SFSU Finds No Religious Discrimination, Hillel Claim "Unsubstantiated"

SFSU GUPS students with Dr. Rabab Abdulhadi.

SFSU GUPS students with Dr. Rabab Abdulhadi.

San Francisco Hillel filed a baseless complaint against a committee of organizers from the Latinx, Arab, and Muslim communities at San Francisco State University (SFSU) after the organizers did not invite Hillel to have a table at a Know Your Rights (KYR) fair in February 2017. Hillel alleged that it was excluded based on religious discrimination. After a 5-month factual investigation, SFSU determined the allegations of religious discrimination to be unfounded.

This proves false one of the major allegations in the lawsuit against SFSU brought by the rightwing “Lawfare Project” with the aim to suppress speech.

While finding no religious discrimination, SFSU did find organizers of the Fair responsible for “retaliation” and viewpoint discrimination. “There are no facts that support the conclusion that retaliation against Hillel occurred. This is a politically motivated decision to punish and silence people who stand up for Palestinian rights and dare to protect themselves in a climate of repression. We will appeal this piece as far as we need to go,” commented Liz Jackson, attorney with Palestine Legal who represents the student organizers of the Fair.

The Know Your Right Fair was designed to support students facing intensified government persecution. Organizers were concerned with Trump’s executive orders targeting Arab, Muslim, LGBTQ, and undocumented communities.

Event organizers contacted community partners engaged in supporting students from the targeted communities. Groups such as the ACLU, immigrant rights, and trans rights organizations signed up to speak on panels and table. Hillel, which was not on the initial invitation list, contacted the organizing committee and requested to table. The committee considered Hillel’s record of conduct threatening students, and the fact that there were already 25 organizations signed up for 22 tables, and decided to decline Hillel’s request.

“SF Hillel was not invited to table at the event because of its demonstrated record of suppression of student rights, including advocacy for justice in Palestine. In SF and across the country, Hillel International has attacked students and professors with unfounded accusations of terrorism and anti-Semitism, and called for law enforcement to scrutinize our political speech.

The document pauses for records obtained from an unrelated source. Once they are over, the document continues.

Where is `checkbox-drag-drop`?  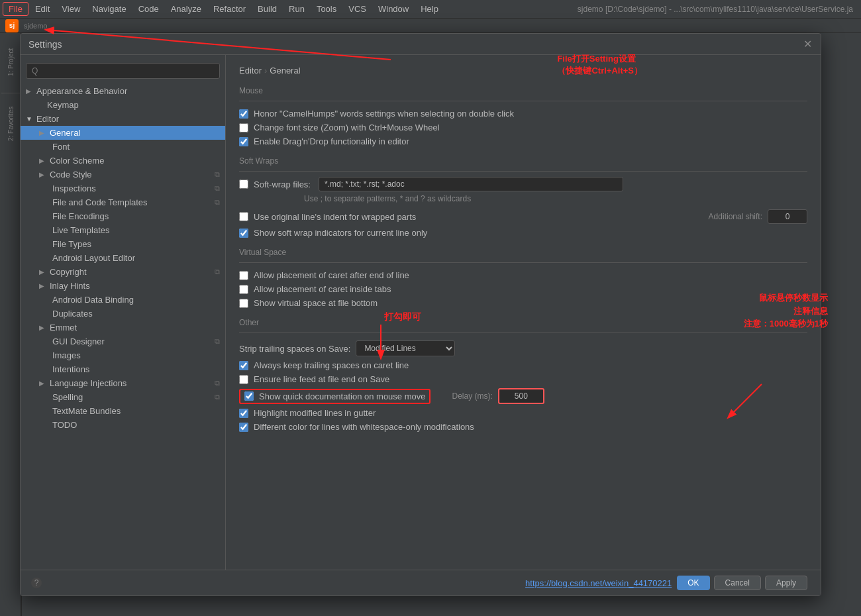 checkbox-drag-drop is located at coordinates (244, 142).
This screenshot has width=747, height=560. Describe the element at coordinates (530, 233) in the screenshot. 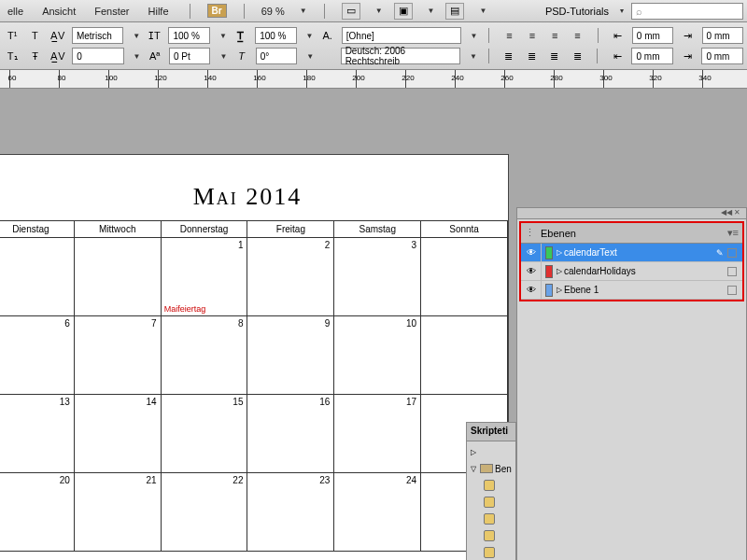

I see `panel-grip-icon: ⋮` at that location.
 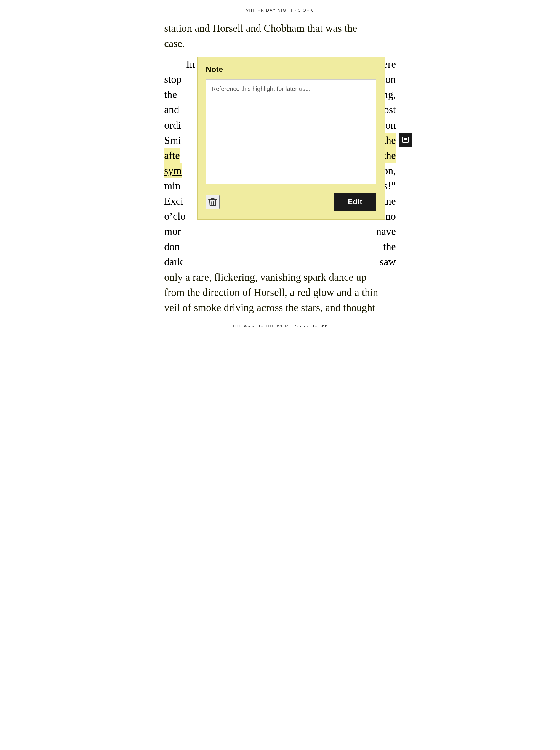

They do this repeatedly, with university complicity,” explained student organizer Saliem Shehadeh.

“The mission of the event was to bolster protections for students facing government repression. Hillel collaborates with law enforcement targeting anti-colonial political organizing and black and brown bodies. This directly undermines the mission of the Fair,” continued Shehadeh.

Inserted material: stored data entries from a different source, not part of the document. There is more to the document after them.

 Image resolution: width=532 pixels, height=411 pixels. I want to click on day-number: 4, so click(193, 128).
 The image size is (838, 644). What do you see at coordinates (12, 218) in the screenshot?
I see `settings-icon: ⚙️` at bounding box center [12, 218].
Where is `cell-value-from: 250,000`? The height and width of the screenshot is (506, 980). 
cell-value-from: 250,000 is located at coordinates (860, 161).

“This baseless complaint clearly reinforces why Hillel was not invited to table in the first place,” explained Liz Jackson, staff attorney from Palestine Legal. “The irony is painful: students of color organized a Know Your Rights fair because they are trying to protect themselves from being maligned and criminalized. Hillel then wielded false accusations and a legal complaint against the event organizers, using the same repression tactics that the organizers were trying to protect themselves from in the first place.”

This case follows many others in Hillel’s long record of legal bullying to punish political dissent. For example, in April 2016, SF Hillel hosted a speaking event with the Mayor of Jerusalem, a city under Israeli occupation. Mayor Barkat implements policies of home demolitions, de jure discrimination, and racial quotas against Palestinians. When students protested the talk, SF Hillel broadcast false allegations that protesters were anti-Semitic and physically threatening towards Jewish students. The accusations resulted in widespread smearing and cyber bullying of SFSU student protesters, including death and rape threats. SFSU retained a legal expert on discrimination who conducted a factual investigation and determined that SF Hillel’s allegations against student protesters were unfounded. The protest focused on the mayor, for his policies, not Jewish students.

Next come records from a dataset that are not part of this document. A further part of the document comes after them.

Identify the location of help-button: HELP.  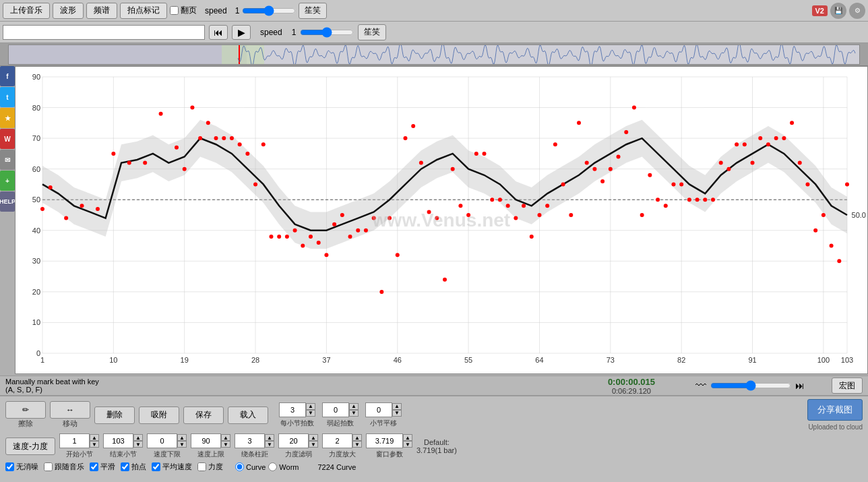
(7, 202).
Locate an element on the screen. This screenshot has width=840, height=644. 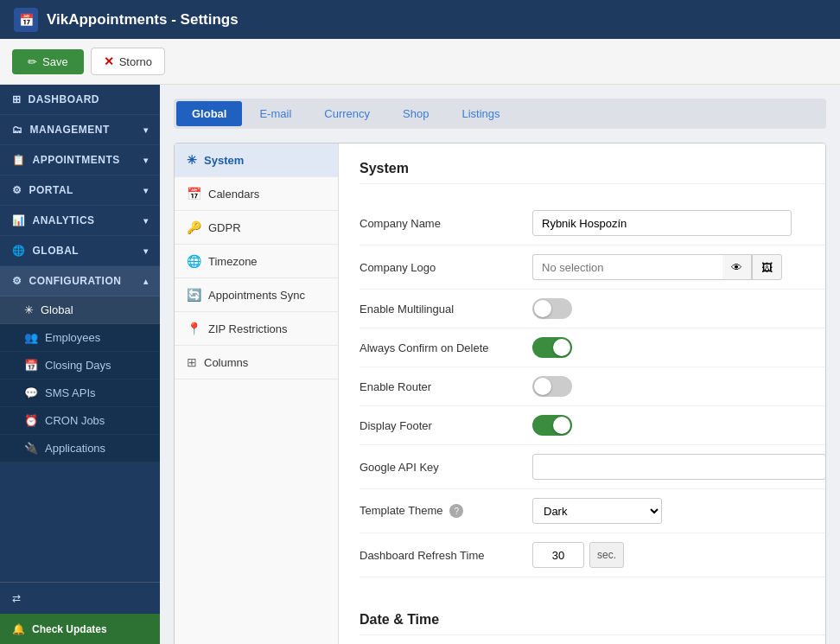
sidebar-sub-item-closing-days: 📅 Closing Days is located at coordinates (80, 366).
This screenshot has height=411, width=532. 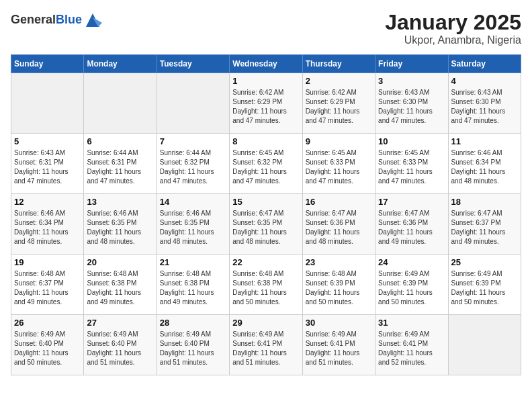 I want to click on calendar-cell: 6Sunrise: 6:44 AMSunset: 6:31 PMDaylight…, so click(x=120, y=164).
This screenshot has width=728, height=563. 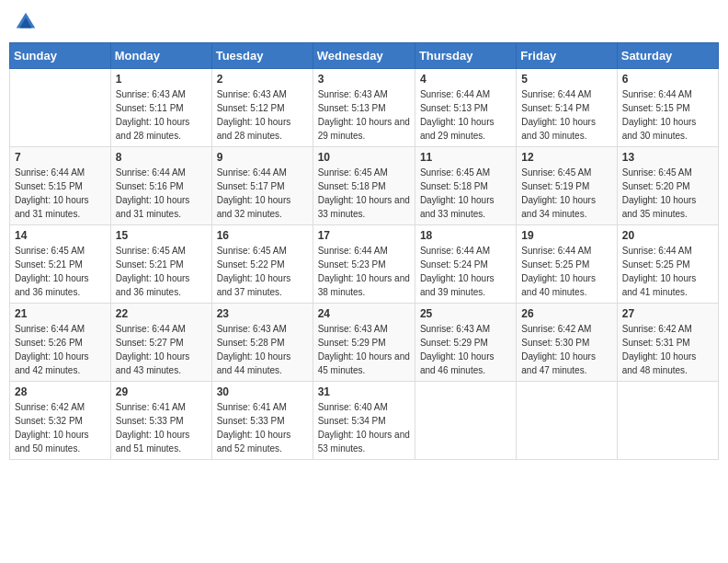 What do you see at coordinates (364, 157) in the screenshot?
I see `day-number: 10` at bounding box center [364, 157].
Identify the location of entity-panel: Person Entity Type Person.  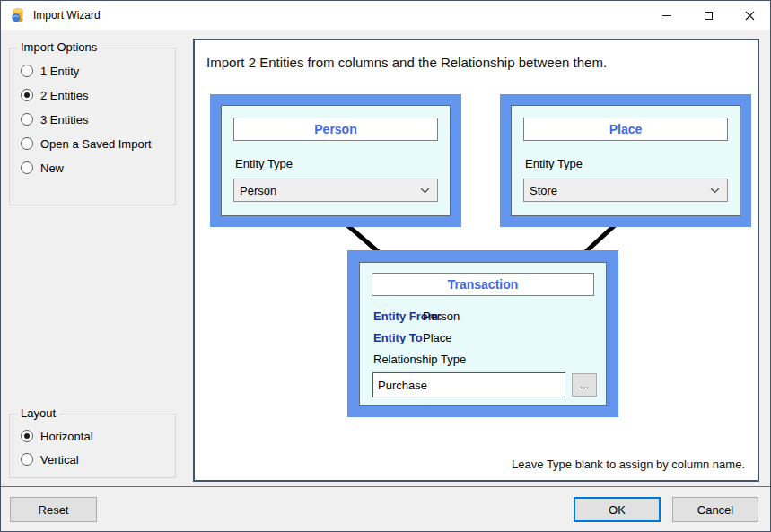
(336, 161).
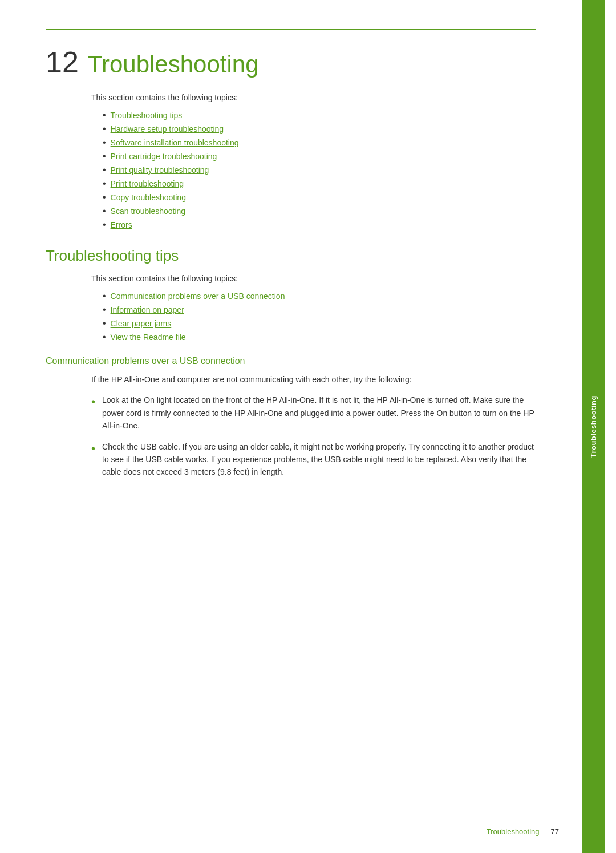 Image resolution: width=616 pixels, height=853 pixels. I want to click on toc-item: Copy troubleshooting, so click(319, 197).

Hillel International has an institutional policy of viewpoint discrimination called the “Hillel Israel Guidelines” which prohibit campus Hillel affiliates, including SF Hillel, from hosting speakers who support boycotting Israel. Hillel enforces its Israel Guidelines through expulsion and the threat of legal action  against students who dissent.

The allegation against the organizers of the Fair is one of the major allegations in the lawsuit brought by the rightwing “Lawfare Project” against SFSU administrators, staff, and the Arab Muslim Ethnicities and Diasporas (AMED) studies founding director Dr. Rabab Abdulhadi. The Lawfare Project is explicit in its aims: “The goal is to make the enemy pay … and to send a message, a deterrent message, that similar actions such as those that they engage in will result in massive punishments,” explained Lawfare Project Director Brooke Goldstein, who filed the suit against SFSU.

This lawsuit culminates a long history of attacks by a network of anti-Palestinian organizations targeting the General Union of Palestine Students, Palestinian scholar Dr. Abdulhadi at SFSU, and the AMED studies program.